My cat Sam sits on front forch sun,
staring at rustling blackberries.
I expect another cat,
but instead the shadows under
thorny stems become pecking quail.
Are there chicks? No. Is there a way
to sneak up and pounce without
triggering wings and wheet-wheet-woo?
How vexing! Sam turns away,
bends to nervously lick his fur,
squints his eyes and slowly relaxes.



Kwaku Dadey


“A drum is not just skin on a barrel
but one of the highest forms of reason.”

Two hands on eight congas danced
stories and wisdom from old Ghana,
melodies shimmering over rhythms
interwoven and everchanging.

“You cannot be a master drummer
without reality.
To say that one is better than another
is against reality.”

As a young man, he wrote and played.
on fourteen drums for all the masters
a one-and-a-half hour piece so intense
he never wanted to play it again.

“When you play an instrument,
you bring out experience,
You put your life on the line.”



Home Site


I’m getting a chance to join Hoka Hey.
The adjoining parcel of land is for sale.
I want to build a big round room
near my friend’s homes in the forest.

A beautiful place in a meadow
is too near one of these homes
and above the only good spring.

In the forest below the road
I’m looking for flat stable ground
where I don’t have to cut many trees.
I find a site near but not beneath
a huge twisted madrone.

My plan’s a sixteen sided polygon,
twenty feet in diameter.
I lay out an orb web of strings and stakes.



Scolopenders


When I was six or seven,
I would flip flat stones
in the back yard quick
and grab for flashes of red
running for deeper holes.

Writhing struggles and bites
were useless against my hands,
and into a jar it went,
circling a slippery racetrack
with forty pointed legs.

For school we collected insects:
centipedes did not count,
and what I know about them,
I learned from reading books.

The reddish running ones
are called scolopenders;
they mate with a head-to-tail dance
and the females brood their eggs.

While prying bark off a stump,
I saw one curled round her eggs,
just like the description.
She did not run, but let me
carefully move the piece
of bark with her and her eggs
to safety and cover them.



The Moment


Hot and sore from hammering
my half-done home, I climbed
the long hill to the cabin,
where my sick cat Sam was curled
on the seat of a junked car.

He looked at me and meowed,
I said, “I’ll be right back,”
and mixed his half-a-cup
of milk with brewer’s yeast
as I had done all week.

The pillow stank with urine
he no longer could control.
I raised his head, pushed
the dropper between his lips
to feed him, pinched the bulb.

“If you’re going to vomit,
there’s nothing I can do,”
I said, and squirted water
on his mouth to wash it.
He collapsed, barely breathing.

“Looks like you won’t be here
tomorrow when I wake up.
Good luck wherever you go.”
The pupils of his eyes
swelled to an empty black.



Full Moon Kittens


Full moon kittens
ambush gallop wrestle
all night long.
My flashlight finds
the dark of their eyes
swollen and wild.

I went to sleep
reading of space-probes
and rocks from the moon.
These furry furies
know its white light
is best for hunting.

I dream the she-kitten
has five eyes
and the boys three.
Two-eyed kittens
gallop my legs
and I yell, “Stop!”

While King’s Peak yellows
I stir and find
the three curled together,
trying to nurse
off each other,
all purring loudly.



A Cabin in the Woods


I started like a spider, stretching string
between trees and measuring distances.

I bought wood, nails, glass, and spent the summer
cutting and assembling the pieces
until I was enclosed by surfaces,
standing on a floor and closing doors.

Neighbors across the canyon heard me pounding,
shouting complex curses at a smashed thumb,
boards that fell before I could nail them in place,
and other tragedies of carpentry.

The day I moved in, it started pouring.
I hurried to town to buy plastic
big enough to cover the roof decking.
My first night at home was cold and damp.

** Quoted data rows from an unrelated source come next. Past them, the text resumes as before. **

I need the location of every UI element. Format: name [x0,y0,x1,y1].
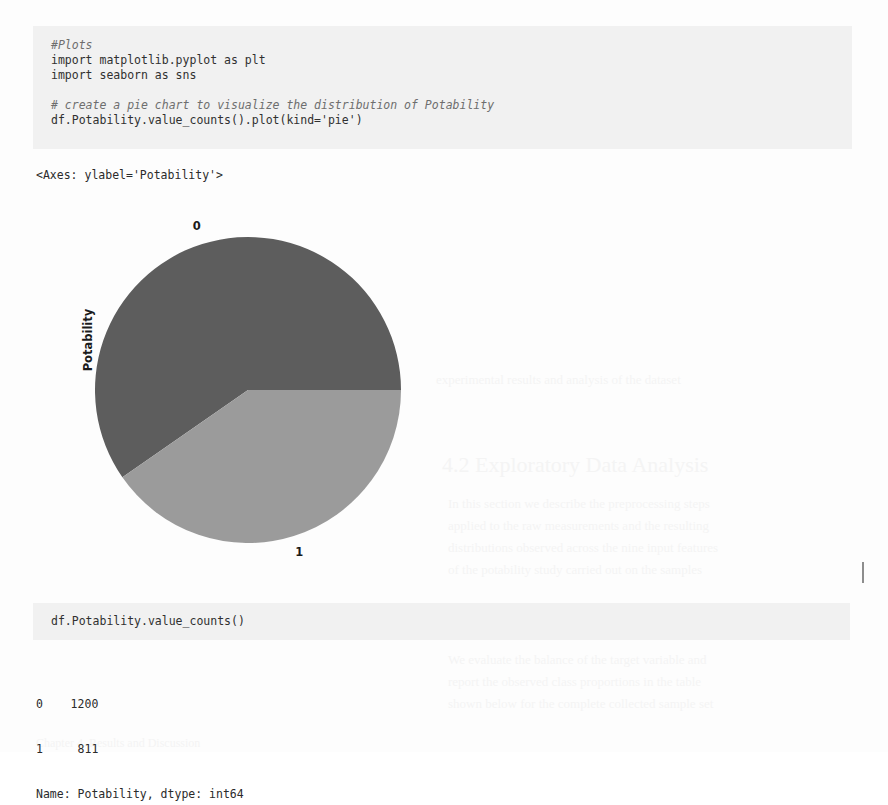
code-cell-plots[interactable]: #Plots import matplotlib.pyplot as plt i… [33,26,852,149]
code-line-blank [51,83,852,98]
ghost-text-line: shown below for the complete collected s… [448,696,713,712]
pie-svg [95,237,401,543]
ghost-text-line: experimental results and analysis of the… [436,372,681,388]
ghost-text-line: distributions observed across the nine i… [448,540,718,556]
code-cell-value-counts[interactable]: df.Potability.value_counts() [33,603,850,640]
ghost-text-line: We evaluate the balance of the target va… [448,652,707,668]
code-line: # create a pie chart to visualize the di… [51,98,852,113]
ghost-text-line: In this section we describe the preproce… [448,496,710,512]
chart-ylabel: Potability [81,280,95,400]
pie-slice-label-1: 1 [295,545,303,559]
ghost-text-line: applied to the raw measurements and the … [448,518,709,534]
ghost-text-line: of the potability study carried out on t… [448,562,702,578]
code-line: #Plots [51,38,852,53]
scan-artifact-mark [862,562,864,583]
pie-slice-label-0: 0 [193,219,201,233]
pie-chart-figure: Potability 0 1 [40,205,460,570]
axes-repr-output: <Axes: ylabel='Potability'> [36,168,223,183]
ghost-text-line: report the observed class proportions in… [448,674,701,690]
value-counts-output: 0 1200 1 811 Name: Potability, dtype: in… [36,667,244,805]
output-line: 1 811 [36,742,244,757]
output-line: 0 1200 [36,697,244,712]
pie-canvas: 0 1 [95,237,401,543]
code-line: df.Potability.value_counts() [51,614,850,629]
ghost-text-line: 4.2 Exploratory Data Analysis [442,452,708,478]
output-line: Name: Potability, dtype: int64 [36,787,244,802]
code-line: import seaborn as sns [51,68,852,83]
code-line: import matplotlib.pyplot as plt [51,53,852,68]
code-line: df.Potability.value_counts().plot(kind='… [51,113,852,128]
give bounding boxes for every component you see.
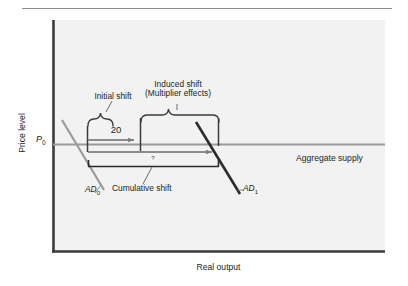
- induced-shift-brace: [141, 109, 219, 122]
- price-level-tick-label: P0: [36, 134, 46, 146]
- ad1-label: AD1: [243, 184, 258, 195]
- ad1-letters: AD: [243, 183, 255, 193]
- aggregate-supply-label: Aggregate supply: [296, 154, 363, 164]
- cumulative-shift-label: Cumulative shift: [112, 184, 172, 193]
- cumulative-shift-leader: [143, 167, 152, 184]
- induced-shift-line2: (Multiplier effects): [145, 88, 211, 98]
- ad0-label: AD0: [85, 185, 100, 196]
- initial-shift-leader: [106, 101, 112, 112]
- induced-shift-label: Induced shift (Multiplier effects): [132, 80, 224, 99]
- ad0-letters: AD: [85, 184, 97, 194]
- y-axis-label: Price level: [17, 96, 27, 170]
- cumulative-shift-marker: ?: [145, 155, 161, 161]
- x-axis-label: Real output: [52, 262, 385, 272]
- ad1-subscript: 1: [255, 189, 258, 195]
- ad0-subscript: 0: [97, 190, 100, 196]
- p0-subscript: 0: [42, 139, 46, 146]
- initial-shift-value-label: 20: [96, 124, 136, 135]
- diagram-artwork: [0, 0, 408, 286]
- figure-container: Price level Real output P0 Initial shift…: [0, 0, 408, 286]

When summer’s normal hot and dry returned,
I nailed tarpaper and roll roofing on the roof,
struggled with the mysteries of plumbing,
nailed on the rest of the inside walls.

Like Thoreau, I kept track of every dollar.
Three thousand, one hundred, ninety one, so far.



Not a Dead Mouse Poem


Moving a dresser in my
half-done house, I met
the mouse who’s been munching
my bread and granola,
in the bottom drawer.

She was curled in a nest
of fiberglass insulation;
her three furry infants
dangled from her nipples
when she dashed away from light.

In my mind were poems
about mother mice in drawers
leaving or eating their babies.
I tried to catch them all
but the mother ran away,
across the floor out a hole,

I put the now squealing
blind ones in a pan
under the house with cheese
to tempt the mother back.

I heard her come and go,
went outside to look.
She jumped out of the pan,
empty except for cheese.
She’d already moved the babies
and was coming back for a meal.



A Nineteenth Century Art Dealer


He considers its value, the art dealer
who now owns Adelaide Labille-Guiard’s
portrait of the actor Dublin-Tornelle.

He doesn’t care that this woman belonged
to the French Academy, that to join
she had to prove to the jurors that she,
and not some man, had painted her pictures,
by doing portraits of them while they watched.

He doesn’t care about her future fame.
The portrait is well-done, could easily
be mistaken for the work of David,
if he chipped off her name and added his.

Both painters are dead, no one will know,
and this way he can get a better price.